A trivia question about domain names.
Ronald F. Guilmette
rfg at monkeys.com
Thu Oct 7 06:45:19 UTC 1999
In message <199910070311.NAA16371 at bsdi.dv.isc.org>, you wrote:
>
>>
>> Once upon a time, RFC 1035 made domain names like:
>>
>> beverly-hills.90210.com
>>
>> illegal, because it disallowed domain name components that contained
>> nothing but digit characters.
>>
>> Somewhere along the line, that seems to have gotten changed, and now,
>> domain name components can consist entirely of digit sequences.
>>
>> Can anyone help me out and tell me which RFC, specifically, amended
>> RFC 1035 so as to allow this?
>>
>>
> It was never illegal according to RFC 1035.
>
> Hostnames and mailnames (a subset of domainnames) are
> specified by RFC 952 & RFC 821 as modified by RFC 1123.

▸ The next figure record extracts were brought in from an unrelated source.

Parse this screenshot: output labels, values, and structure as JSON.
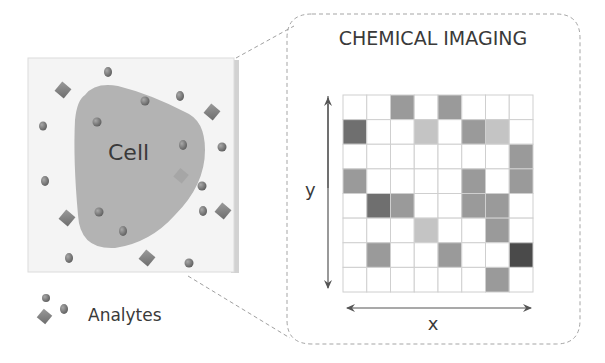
{
  "diagram": {
    "title": "CHEMICAL IMAGING",
    "sample": {
      "cell_label": "Cell",
      "legend_label": "Analytes"
    },
    "axes": {
      "x_label": "x",
      "y_label": "y"
    },
    "grid": {
      "rows": 8,
      "cols": 8,
      "shade_key": {
        "W": "#ffffff",
        "L": "#c4c4c4",
        "M": "#9a9a9a",
        "D": "#6f6f6f",
        "K": "#4a4a4a"
      },
      "cells": [
        [
          "W",
          "W",
          "M",
          "W",
          "M",
          "W",
          "W",
          "W"
        ],
        [
          "D",
          "W",
          "W",
          "L",
          "W",
          "M",
          "L",
          "W"
        ],
        [
          "W",
          "W",
          "W",
          "W",
          "W",
          "W",
          "W",
          "M"
        ],
        [
          "M",
          "W",
          "W",
          "W",
          "W",
          "M",
          "W",
          "M"
        ],
        [
          "W",
          "D",
          "M",
          "W",
          "W",
          "M",
          "M",
          "W"
        ],
        [
          "W",
          "W",
          "W",
          "L",
          "W",
          "W",
          "M",
          "W"
        ],
        [
          "W",
          "M",
          "W",
          "W",
          "M",
          "W",
          "W",
          "K"
        ],
        [
          "W",
          "W",
          "W",
          "W",
          "W",
          "W",
          "M",
          "W"
        ]
      ]
    },
    "colors": {
      "cell_fill": "#b3b3b3",
      "analyte": "#777777",
      "dashed_line": "#9a9a9a",
      "grid_line": "#cfcfcf",
      "axis_arrow": "#555555"
    }
  }
}
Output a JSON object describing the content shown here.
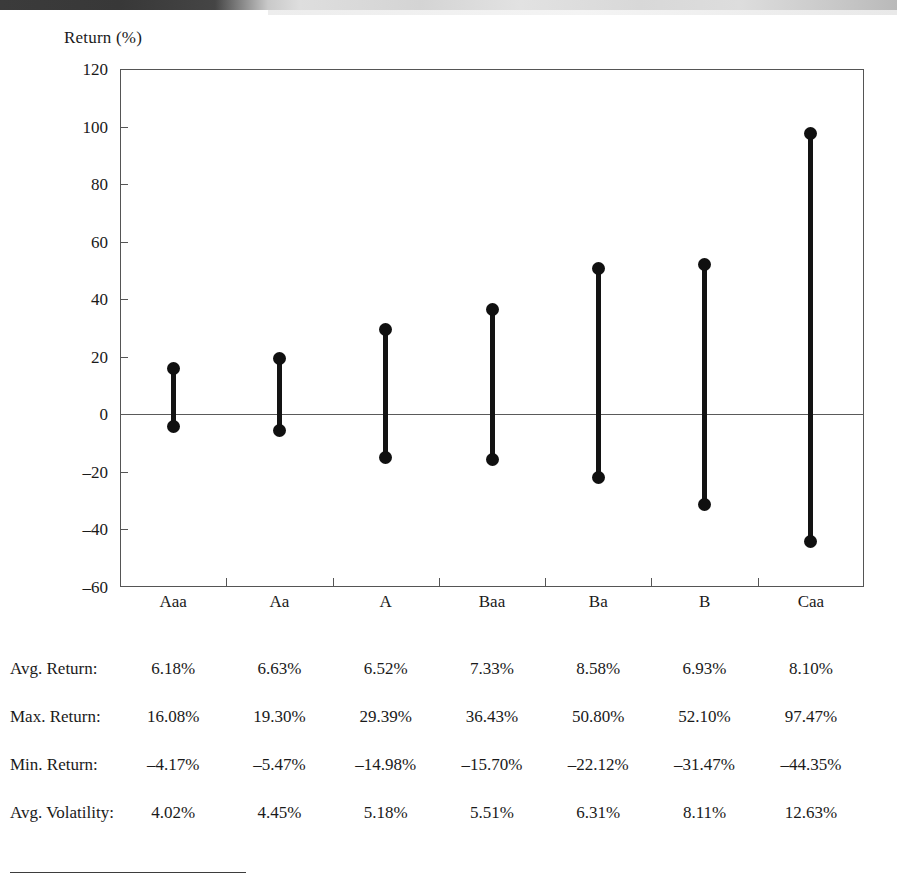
{
  "figure": {
    "y_axis_title": "Return (%)"
  },
  "chart_data": {
    "type": "bar",
    "title": "Return (%)",
    "subtitle": "",
    "xlabel": "",
    "ylabel": "Return (%)",
    "ylim": [
      -60,
      120
    ],
    "yticks": [
      120,
      100,
      80,
      60,
      40,
      20,
      0,
      -20,
      -40,
      -60
    ],
    "ytick_labels": [
      "120",
      "100",
      "80",
      "60",
      "40",
      "20",
      "0",
      "–20",
      "–40",
      "–60"
    ],
    "grid": false,
    "legend": "none",
    "zero_line": 0,
    "categories": [
      "Aaa",
      "Aa",
      "A",
      "Baa",
      "Ba",
      "B",
      "Caa"
    ],
    "series": [
      {
        "name": "Max. Return",
        "values": [
          16.08,
          19.3,
          29.39,
          36.43,
          50.8,
          52.1,
          97.47
        ]
      },
      {
        "name": "Min. Return",
        "values": [
          -4.17,
          -5.47,
          -14.98,
          -15.7,
          -22.12,
          -31.47,
          -44.35
        ]
      }
    ],
    "marker": "filled-circle",
    "connector": "vertical-line"
  },
  "stats": {
    "rows": [
      {
        "label": "Avg. Return:",
        "values": [
          "6.18%",
          "6.63%",
          "6.52%",
          "7.33%",
          "8.58%",
          "6.93%",
          "8.10%"
        ]
      },
      {
        "label": "Max. Return:",
        "values": [
          "16.08%",
          "19.30%",
          "29.39%",
          "36.43%",
          "50.80%",
          "52.10%",
          "97.47%"
        ]
      },
      {
        "label": "Min. Return:",
        "values": [
          "–4.17%",
          "–5.47%",
          "–14.98%",
          "–15.70%",
          "–22.12%",
          "–31.47%",
          "–44.35%"
        ]
      },
      {
        "label": "Avg. Volatility:",
        "values": [
          "4.02%",
          "4.45%",
          "5.18%",
          "5.51%",
          "6.31%",
          "8.11%",
          "12.63%"
        ]
      }
    ]
  }
}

> Hostnames are not allowed to be all digits as it introduces
> confusion w.r.t. literal addresses. This is enforced by
> not allocating all digit TLDs.
Sorry. You are correct, of course. It was RFC 821 I was thinking of...
not RFC 1035.
And you gave me the answer I was looking for... i.e. RFC 1123. Thanks!